Disordered phasic relationships between hippocampal place cells, theta, and gamma rhythms in the Ts65Dn mouse model of Down Syndrome

2020 
Down Syndrome (DS) in humans is caused by trisomy of chromosome 21 and is marked by prominent difficulties in learning and memory. Decades of research have demonstrated that the hippocampus is a key structure in learning and memory, and recent work with mouse models of DS have shown changes in spectral coherence in the field potentials of hippocampus and regions important for executive function such as prefrontal cortex. One of the primary functional differences in DS is thought to be an excess of GABAergic innervation from Medial Septum (MS) to regions such as hippocampus. In these experiments, we probe in detail the activity of region CA1 of the hippocampus using in vivo electrophysiology in the Ts65Dn mouse model of DS in comparison to their non-trisomic 2N littermates. We find changes in hippocampal phenomenology that suggest that MS output, which drives theta rhythm in the hippocampus, is strongly altered. Moreover, we find that this change affects the phasic relationship of both CA1 place cells and gamma rhythms to theta. Since the phasic relationship of both of these aspects of hippocampal phenomenology to theta are thought to be critical for the segregation of encoding and retrieval epochs within hippocampus, it is likely that these changes are the neural substrates of the learning and memory deficits seen both in human DS and animal models such as Ts65Dn.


### What is needed:
From first line to last, give the records again word for word and omit the pictures.

---- Material provided

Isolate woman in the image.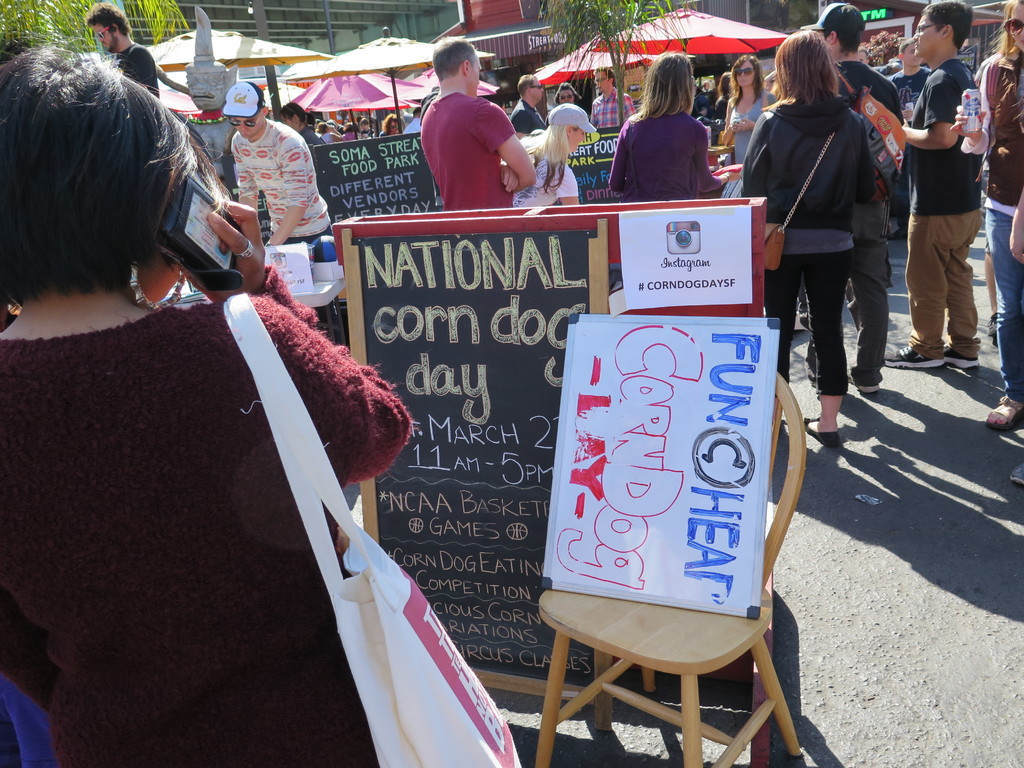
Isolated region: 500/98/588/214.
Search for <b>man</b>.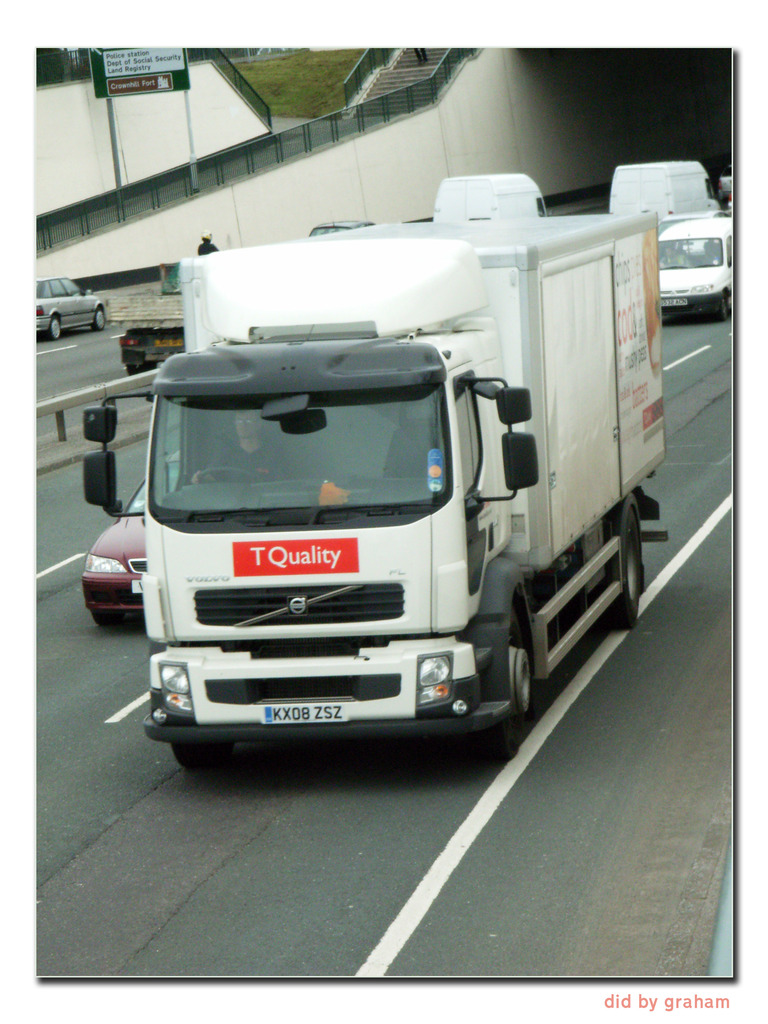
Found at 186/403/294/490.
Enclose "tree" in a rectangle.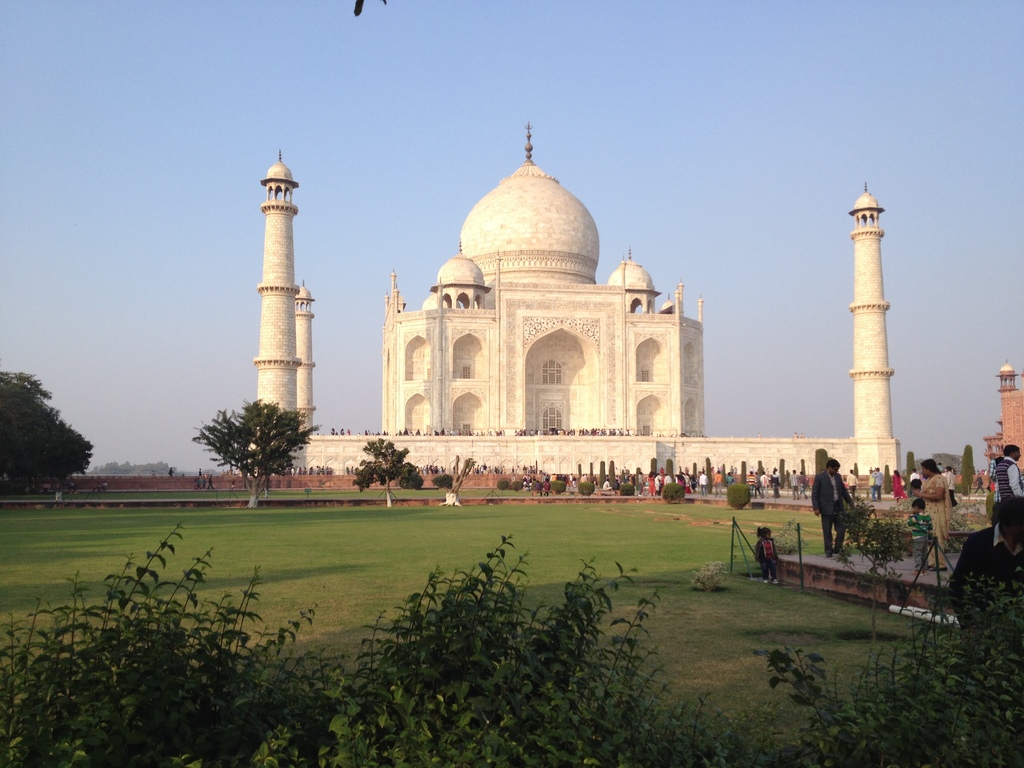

--------

### Output of the exercise:
Isolate woman in the image.
Isolated region: 500/98/588/214.
Search for <b>man</b>.
Found at 186/403/294/490.
Enclose "tree" in a rectangle.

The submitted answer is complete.